My earliest memories are from 3 1/2 when I decided to go look at the house we were moving to instead of staying in the backyard playing.
I totally missed the house, of course, and ended up quite far away. A policeman noticed me and went to talk to me, and I ran away from him. Unsurprisingly, this was not successful (my report to my mother was "I runned and runned, but he was too fast"). They drove me home, where my father answered the door. Then I got spanked.
The two parts I remember myself, instead of as a story, are an old man at the pond asking where my mother was, and my father's face when he answered the door. It's weird being able to remember my father when he was 23. He was just a kid!
My earliest memories are, first, riding a box-shaped four-wheeler toy down the path near our house and stopping to watch an ant nest; and waking up from having my tonsils out and finding them in a jar on the bedside table. Oh, and getting a vaccination and crying. I've never really had a problem with needels since then.
I had this toy that made a mooing sound when you flipped it over. It was one of my favorite toys.
I had one of those! I remember once when I was two or three playing with it to try and scare my father into running away and never coming back. He'd just spilled hot coffee on me while he was screaming at my mom, and she was frantically bandaging my leg while he stood in the doorway and watched. It's funny that I remember that toy specifically because of that. Most of my earliest memories involve my father yelling, or breaking something, or throwing something at one of us. Whenever some sweet naive person widens their eyes at me and says, "But you must love him, he's your dad!" I just laugh. Pretty sure my memories of my first four years (when we lived with him) aren't molded by anyone, because no one ever talked about him.

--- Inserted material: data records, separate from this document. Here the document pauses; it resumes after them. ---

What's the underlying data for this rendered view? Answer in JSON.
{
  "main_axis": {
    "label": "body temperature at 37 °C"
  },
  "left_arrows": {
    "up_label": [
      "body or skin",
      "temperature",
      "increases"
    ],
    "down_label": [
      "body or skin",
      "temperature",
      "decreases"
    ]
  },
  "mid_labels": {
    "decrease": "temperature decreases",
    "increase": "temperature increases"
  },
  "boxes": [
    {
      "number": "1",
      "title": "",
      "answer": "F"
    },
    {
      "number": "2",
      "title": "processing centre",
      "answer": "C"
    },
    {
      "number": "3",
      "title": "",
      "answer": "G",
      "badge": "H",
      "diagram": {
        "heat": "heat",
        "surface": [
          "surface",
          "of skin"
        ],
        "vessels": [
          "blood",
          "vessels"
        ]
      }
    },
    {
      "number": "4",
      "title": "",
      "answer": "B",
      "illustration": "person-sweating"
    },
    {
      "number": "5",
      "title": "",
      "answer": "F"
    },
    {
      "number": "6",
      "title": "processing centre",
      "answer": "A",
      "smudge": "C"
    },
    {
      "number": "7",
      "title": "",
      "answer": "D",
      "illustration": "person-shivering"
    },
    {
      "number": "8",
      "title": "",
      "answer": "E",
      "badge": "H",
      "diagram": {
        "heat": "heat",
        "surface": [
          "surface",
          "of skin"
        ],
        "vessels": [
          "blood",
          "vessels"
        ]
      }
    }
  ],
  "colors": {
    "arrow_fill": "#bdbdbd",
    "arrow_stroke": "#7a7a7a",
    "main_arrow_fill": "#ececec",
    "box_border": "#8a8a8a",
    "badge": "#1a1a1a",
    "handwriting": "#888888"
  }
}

Every time someone says the word "arrest" I always get a brief flash of a policeman giving someone CPR on a teevee show that I must have seen when I was a child, like Chips or something. It must have been the first time I heard the word Cardiac arrest, and what with the policemen involved, I was very confused. But I always have that little memory flash up.
Ha! You know the line in Silent Night, "'round yon virgin tender and mild"? As a child I associated that with a cigarette ad ("a mild smoke"), so in my mind whenever I hear Silent Night the Virgin Mary is smoking. ... Well, my mom smoked and she was named Mary, too, so why not?
My memories are pretty detailed going back to about 4 y.o., but it's definitely aided by moving so much in the Air Force so I can date stamp them by the places we lived.
My earliest memory is about age 2, of getting on my belly to slide out of our white station wagon. Which we only had until I was that age.
But we lived in Oregon, Canada and Florida, then four different houses in Florida so all those memories are discretely boxed off by location, and school.